I'm curious about how AWS Fargate is implemented as a serverless compute engine. Is it more like a microVM, similar to AWS Lambdas, or does it actually run on EC2 instances within containers? I have a feeling it's not microVM unless I'm using the firecracker-containerd container runtime. If that's true, then why can't daemonsets be run? It seems like it should only make sense if it operates on shared EC2 instances, but I'm not entirely sure. Can anyone explain how it works under the hood?

2 Answers

Answered By CloudGuru99 On

I believe Fargate utilizes both regular EC2 and Firecracker, especially on bare metal instances. There are articles that mention switching the runtime plugin to firecracker-containerd for micromachines, which hints they could be leveraging Firecracker for some workloads. The architecture seems to allow for flexibility in how they deploy containers. I shared a video link that might provide more insight on this topic, which should help clarify some of the confusion around it.

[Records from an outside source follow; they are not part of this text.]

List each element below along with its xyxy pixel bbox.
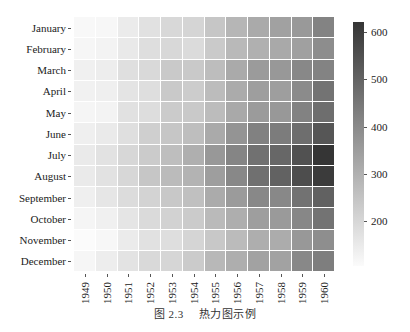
heatmap-cell	[205, 230, 227, 251]
heatmap-cell	[226, 187, 248, 208]
heatmap-cell	[292, 230, 314, 251]
x-tick-mark	[107, 274, 108, 277]
heatmap-cell	[96, 208, 118, 229]
heatmap-cell	[292, 166, 314, 187]
colorbar-tick-label: 300	[371, 168, 388, 180]
heatmap-cell	[292, 145, 314, 166]
heatmap-cell	[292, 102, 314, 123]
heatmap-cell	[270, 166, 292, 187]
y-tick-label: August	[34, 170, 66, 182]
y-tick-mark	[68, 134, 71, 135]
heatmap-cell	[205, 208, 227, 229]
y-tick-mark	[68, 198, 71, 199]
colorbar-tick-mark	[364, 79, 367, 80]
heatmap-cell	[226, 60, 248, 81]
heatmap-cell	[270, 17, 292, 38]
heatmap-cell	[248, 102, 270, 123]
heatmap-cell	[161, 145, 183, 166]
heatmap-cell	[226, 81, 248, 102]
heatmap-cell	[161, 208, 183, 229]
heatmap-cell	[248, 145, 270, 166]
heatmap-cell	[313, 166, 335, 187]
heatmap-cell	[96, 230, 118, 251]
y-tick-mark	[68, 240, 71, 241]
heatmap-cell	[139, 81, 161, 102]
heatmap-cell	[96, 145, 118, 166]
heatmap-cell	[270, 102, 292, 123]
y-tick-mark	[68, 176, 71, 177]
caption-figure-number: 图 2.3	[154, 308, 184, 320]
heatmap-cell	[139, 166, 161, 187]
heatmap-cell	[313, 187, 335, 208]
colorbar	[353, 22, 364, 266]
heatmap-cell	[248, 38, 270, 59]
x-tick-label: 1949	[79, 282, 91, 304]
heatmap-cell	[139, 38, 161, 59]
heatmap-cell	[248, 17, 270, 38]
heatmap-cell	[205, 145, 227, 166]
heatmap-cell	[161, 38, 183, 59]
y-tick-label: April	[43, 85, 66, 97]
heatmap-cell	[183, 17, 205, 38]
heatmap-cell	[226, 230, 248, 251]
heatmap-cell	[205, 102, 227, 123]
heatmap-figure: JanuaryFebruaryMarchAprilMayJuneJulyAugu…	[0, 0, 410, 332]
y-tick-label: February	[26, 43, 66, 55]
heatmap-cell	[118, 187, 140, 208]
heatmap-cell	[118, 38, 140, 59]
x-tick-mark	[302, 274, 303, 277]
heatmap-cell	[205, 123, 227, 144]
heatmap-cell	[161, 17, 183, 38]
colorbar-tick-mark	[364, 32, 367, 33]
heatmap-cell	[74, 187, 96, 208]
y-tick-mark	[68, 113, 71, 114]
heatmap-cell	[96, 166, 118, 187]
y-tick-label: May	[46, 107, 66, 119]
heatmap-cell	[74, 166, 96, 187]
heatmap-cell	[161, 60, 183, 81]
heatmap-cell	[139, 102, 161, 123]
heatmap-cell	[118, 102, 140, 123]
heatmap-cell	[313, 230, 335, 251]
heatmap-cell	[226, 208, 248, 229]
heatmap-cell	[183, 60, 205, 81]
heatmap-cell	[118, 145, 140, 166]
x-tick-mark	[172, 274, 173, 277]
heatmap-cell	[74, 123, 96, 144]
y-tick-mark	[68, 70, 71, 71]
heatmap-cell	[183, 208, 205, 229]
heatmap-cell	[139, 17, 161, 38]
x-tick-label: 1955	[209, 282, 221, 304]
heatmap-cell	[292, 187, 314, 208]
heatmap-cell	[270, 38, 292, 59]
y-tick-mark	[68, 49, 71, 50]
heatmap-cell	[118, 81, 140, 102]
heatmap-cell	[226, 123, 248, 144]
heatmap-cell	[74, 208, 96, 229]
heatmap-cell	[292, 208, 314, 229]
heatmap-cell	[74, 145, 96, 166]
heatmap-cell	[313, 251, 335, 272]
y-tick-label: March	[37, 64, 66, 76]
y-tick-label: June	[46, 128, 66, 140]
heatmap-cell	[292, 81, 314, 102]
x-tick-mark	[237, 274, 238, 277]
heatmap-cell	[96, 187, 118, 208]
heatmap-cell	[183, 251, 205, 272]
heatmap-cell	[270, 187, 292, 208]
heatmap-cell	[96, 38, 118, 59]
heatmap-cell	[139, 145, 161, 166]
x-tick-mark	[324, 274, 325, 277]
heatmap-cell	[313, 102, 335, 123]
heatmap-cell	[161, 81, 183, 102]
heatmap-cell	[161, 102, 183, 123]
heatmap-cell	[270, 81, 292, 102]
colorbar-tick-label: 600	[371, 26, 388, 38]
heatmap-cell	[313, 145, 335, 166]
heatmap-cell	[161, 251, 183, 272]
heatmap-cell	[183, 230, 205, 251]
heatmap-cell	[118, 17, 140, 38]
heatmap-cell	[205, 17, 227, 38]
heatmap-cell	[270, 145, 292, 166]
heatmap-cell	[270, 123, 292, 144]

Answered By TechSavvyDude On

AWS Fargate is managed as EC2 instances that run OCI images through ContainerD. Each Fargate task has its own isolated EC2 instance. There’s some debate about whether Fargate uses Firecracker or not—one engineer claims it doesn’t, but other documents suggest Firecracker might be used on larger EC2 instances to increase packing density. So, it really depends on the configuration and specific cases being considered. If you're interested, I ran a project that tested Fargate performance and found a lot of older EC2 instances in use, mainly Intel Xeon processors.